Heap allocated structures can generally be moved without invalidating pointers to the underlying data however this doesn’t always hold true with std::string.

If strings are small enough the character data can be held in the storage reserved for the class members instead of allocating on the heap. This is called small string optimisation1. If our string’s data is stored internally then moving the object will naturally change the data’s address and invalidate any views to the data.

I encountered this issue when I used std::vector<std::string>. When the vector ran out of room and reallocated, many of my std::string_view instances became invalid and crashed the program.

This example shows the behaviour2.

#include <print>
#include <string>

int main() {
    std::string small_string{"foo"};
    auto* ss_ptr0{small_string.data()};

    auto moved_ss{std::move(small_string)};
    auto* ss_ptr1{moved_ss.data()};

    std::string large_string{"fooooooooooooooooooooooooooooooooooooooooooooooooooooo"};
    auto* ls_ptr0{large_string.data()};

    auto moved_ls{std::move(large_string)};
    auto* ls_ptr1{moved_ls.data()};

    std::print("Small string addresses are equal: {}\n", ss_ptr0 == ss_ptr1);
    std::print("Large string addresses are equal: {}\n", ls_ptr0 == ls_ptr1);

    return 0;
}

We can see that the addresses are not equal for small strings.

Small string addresses are equal: false
Large string addresses are equal: true

A simple (though inefficient) solution is to simply reserve enough characters in the string to force heap allocation.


_Exercise_. What the task requires is an exact printout of the listing below, pictures excluded.

_Recorded data_.
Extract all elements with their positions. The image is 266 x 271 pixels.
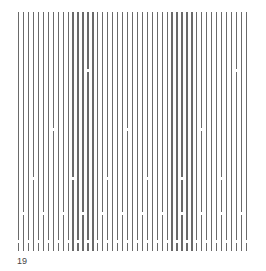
line-gap <box>82 212 85 215</box>
vertical-line <box>206 12 207 251</box>
line-gap <box>200 212 203 215</box>
vertical-line <box>191 12 192 251</box>
vertical-line <box>18 12 19 251</box>
vertical-line <box>137 12 138 251</box>
line-gap <box>240 212 243 215</box>
vertical-line <box>48 12 49 251</box>
figure-label: 19 <box>17 256 27 266</box>
line-gap <box>235 69 238 72</box>
line-gap <box>136 240 139 243</box>
line-gap <box>186 240 189 243</box>
vertical-line <box>201 12 202 251</box>
vertical-line <box>171 12 172 251</box>
vertical-line <box>241 12 242 251</box>
line-gap <box>72 177 75 180</box>
vertical-line <box>33 12 34 251</box>
vertical-line <box>117 12 118 251</box>
line-gap <box>235 240 238 243</box>
line-gap <box>141 212 144 215</box>
line-gap <box>146 240 149 243</box>
vertical-line <box>236 12 237 251</box>
vertical-line <box>181 12 182 251</box>
vertical-line <box>53 12 54 251</box>
line-gap <box>32 177 35 180</box>
vertical-line <box>72 12 73 251</box>
vertical-line <box>58 12 59 251</box>
vertical-line <box>97 12 98 251</box>
vertical-line <box>221 12 222 251</box>
line-gap <box>37 240 40 243</box>
line-pattern-figure <box>0 0 266 271</box>
line-gap <box>205 240 208 243</box>
vertical-line <box>132 12 133 251</box>
line-gap <box>57 240 60 243</box>
vertical-line <box>147 12 148 251</box>
vertical-line <box>107 12 108 251</box>
vertical-line <box>28 12 29 251</box>
vertical-line <box>211 12 212 251</box>
vertical-line <box>196 12 197 251</box>
line-gap <box>200 128 203 131</box>
line-gap <box>195 240 198 243</box>
vertical-line <box>226 12 227 251</box>
line-gap <box>87 69 90 72</box>
vertical-line <box>43 12 44 251</box>
vertical-line <box>82 12 83 251</box>
line-gap <box>27 240 30 243</box>
vertical-line <box>127 12 128 251</box>
vertical-line <box>167 12 168 251</box>
vertical-line <box>38 12 39 251</box>
vertical-line <box>23 12 24 251</box>
line-gap <box>245 240 248 243</box>
line-gap <box>156 240 159 243</box>
line-gap <box>101 212 104 215</box>
line-gap <box>161 212 164 215</box>
line-gap <box>106 240 109 243</box>
line-gap <box>47 240 50 243</box>
vertical-line <box>231 12 232 251</box>
line-gap <box>121 212 124 215</box>
line-gap <box>176 240 179 243</box>
line-gap <box>181 177 184 180</box>
line-gap <box>106 177 109 180</box>
line-gap <box>126 128 129 131</box>
vertical-line <box>142 12 143 251</box>
line-gap <box>166 240 169 243</box>
vertical-line <box>246 12 247 251</box>
vertical-line <box>186 12 187 251</box>
line-gap <box>225 240 228 243</box>
line-gap <box>146 177 149 180</box>
vertical-line <box>68 12 69 251</box>
vertical-line <box>152 12 153 251</box>
vertical-line <box>87 12 88 251</box>
line-gap <box>181 212 184 215</box>
line-gap <box>116 240 119 243</box>
vertical-line <box>122 12 123 251</box>
line-gap <box>96 240 99 243</box>
line-gap <box>87 240 90 243</box>
vertical-line <box>112 12 113 251</box>
vertical-line <box>77 12 78 251</box>
vertical-line <box>157 12 158 251</box>
line-gap <box>220 177 223 180</box>
vertical-line <box>162 12 163 251</box>
line-gap <box>22 212 25 215</box>
vertical-line <box>63 12 64 251</box>
vertical-line <box>92 12 93 251</box>
line-gap <box>17 240 20 243</box>
line-gap <box>52 128 55 131</box>
line-gap <box>126 240 129 243</box>
line-gap <box>215 240 218 243</box>
line-gap <box>220 212 223 215</box>
vertical-line <box>176 12 177 251</box>
vertical-line <box>216 12 217 251</box>
line-gap <box>42 212 45 215</box>
line-gap <box>67 240 70 243</box>
vertical-line <box>102 12 103 251</box>
line-gap <box>62 212 65 215</box>
line-gap <box>77 240 80 243</box>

_Written answer_.
Extract all elements with their positions. The image is 266 x 271 pixels.
line-gap <box>82 212 85 215</box>
vertical-line <box>206 12 207 251</box>
line-gap <box>200 212 203 215</box>
vertical-line <box>191 12 192 251</box>
vertical-line <box>18 12 19 251</box>
vertical-line <box>137 12 138 251</box>
line-gap <box>240 212 243 215</box>
vertical-line <box>48 12 49 251</box>
figure-label: 19 <box>17 256 27 266</box>
line-gap <box>235 69 238 72</box>
line-gap <box>136 240 139 243</box>
line-gap <box>186 240 189 243</box>
vertical-line <box>201 12 202 251</box>
vertical-line <box>171 12 172 251</box>
vertical-line <box>241 12 242 251</box>
line-gap <box>72 177 75 180</box>
vertical-line <box>33 12 34 251</box>
vertical-line <box>117 12 118 251</box>
line-gap <box>235 240 238 243</box>
line-gap <box>141 212 144 215</box>
line-gap <box>146 240 149 243</box>
vertical-line <box>236 12 237 251</box>
vertical-line <box>181 12 182 251</box>
vertical-line <box>53 12 54 251</box>
line-gap <box>32 177 35 180</box>
vertical-line <box>72 12 73 251</box>
vertical-line <box>58 12 59 251</box>
vertical-line <box>97 12 98 251</box>
vertical-line <box>221 12 222 251</box>
line-gap <box>37 240 40 243</box>
line-pattern-figure <box>0 0 266 271</box>
line-gap <box>205 240 208 243</box>
vertical-line <box>132 12 133 251</box>
line-gap <box>57 240 60 243</box>
vertical-line <box>147 12 148 251</box>
vertical-line <box>107 12 108 251</box>
vertical-line <box>28 12 29 251</box>
vertical-line <box>211 12 212 251</box>
vertical-line <box>196 12 197 251</box>
line-gap <box>200 128 203 131</box>
line-gap <box>195 240 198 243</box>
vertical-line <box>226 12 227 251</box>
line-gap <box>87 69 90 72</box>
vertical-line <box>43 12 44 251</box>
vertical-line <box>82 12 83 251</box>
line-gap <box>27 240 30 243</box>
vertical-line <box>127 12 128 251</box>
vertical-line <box>167 12 168 251</box>
vertical-line <box>38 12 39 251</box>
vertical-line <box>23 12 24 251</box>
line-gap <box>245 240 248 243</box>
line-gap <box>156 240 159 243</box>
line-gap <box>101 212 104 215</box>
line-gap <box>161 212 164 215</box>
line-gap <box>106 240 109 243</box>
line-gap <box>47 240 50 243</box>
vertical-line <box>231 12 232 251</box>
line-gap <box>121 212 124 215</box>
line-gap <box>176 240 179 243</box>
line-gap <box>181 177 184 180</box>
line-gap <box>106 177 109 180</box>
line-gap <box>126 128 129 131</box>
vertical-line <box>142 12 143 251</box>
line-gap <box>166 240 169 243</box>
vertical-line <box>246 12 247 251</box>
vertical-line <box>186 12 187 251</box>
line-gap <box>225 240 228 243</box>
line-gap <box>146 177 149 180</box>
vertical-line <box>68 12 69 251</box>
vertical-line <box>152 12 153 251</box>
vertical-line <box>87 12 88 251</box>
line-gap <box>181 212 184 215</box>
line-gap <box>116 240 119 243</box>
vertical-line <box>122 12 123 251</box>
line-gap <box>96 240 99 243</box>
line-gap <box>87 240 90 243</box>
vertical-line <box>112 12 113 251</box>
vertical-line <box>77 12 78 251</box>
vertical-line <box>157 12 158 251</box>
line-gap <box>220 177 223 180</box>
vertical-line <box>162 12 163 251</box>
line-gap <box>22 212 25 215</box>
vertical-line <box>63 12 64 251</box>
vertical-line <box>92 12 93 251</box>
line-gap <box>17 240 20 243</box>
line-gap <box>52 128 55 131</box>
line-gap <box>126 240 129 243</box>
line-gap <box>215 240 218 243</box>
line-gap <box>220 212 223 215</box>
vertical-line <box>176 12 177 251</box>
vertical-line <box>216 12 217 251</box>
line-gap <box>42 212 45 215</box>
line-gap <box>67 240 70 243</box>
vertical-line <box>102 12 103 251</box>
line-gap <box>62 212 65 215</box>
line-gap <box>77 240 80 243</box>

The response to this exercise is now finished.